I've worked on such things, it was hell attempting to do good work in the face of so much incompetence.
I don't often criticise someone I don't know, but based on this comment, you are utterly ignorant on this subject.

Government systems- especially those like universal credit are rarely technically complicated. The problem is that they translate law into code and this is incredibly complicated. Law makers don't think through every possible outcome, but creating these systems means you have to. This is where most delay comes from.

If you think you can translate huge areas of benefit law to code then you are either a god like genius or a chancer.
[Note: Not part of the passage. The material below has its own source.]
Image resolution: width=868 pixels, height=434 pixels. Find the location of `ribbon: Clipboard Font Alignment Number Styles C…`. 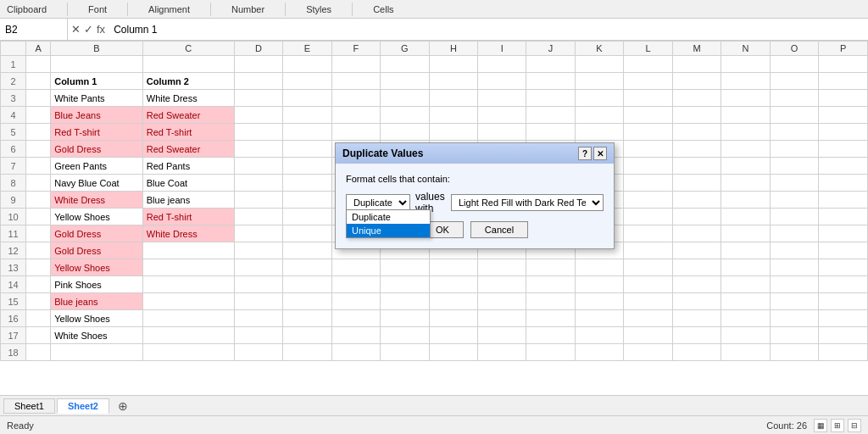

ribbon: Clipboard Font Alignment Number Styles C… is located at coordinates (434, 9).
The rest of your comment leads me to one of these.

No, I do not work on universal credit.

I worked on FiReControl, it was some, stuff we did for other customers and the only difference would have been a few fire-specific modules and national scale (which considering the number if calls fire gets compared to police or ambulance is less nationally than some constabularies). Add it was, the government and consultancy made it watt more complex than necessary, requirements that even conflicted with each other were common. They had 4 years working on those requirements....

Benefit law isn't impossibly complicated, it's all written down. There might be a lot of it, but that's only a problem of writing out algorithms that apply them.

I also worked on credit reference software. Taking inputs from so many different data feeds, writing out credit scores based on a lot of factors, that's not materially different from universal credit IMHO.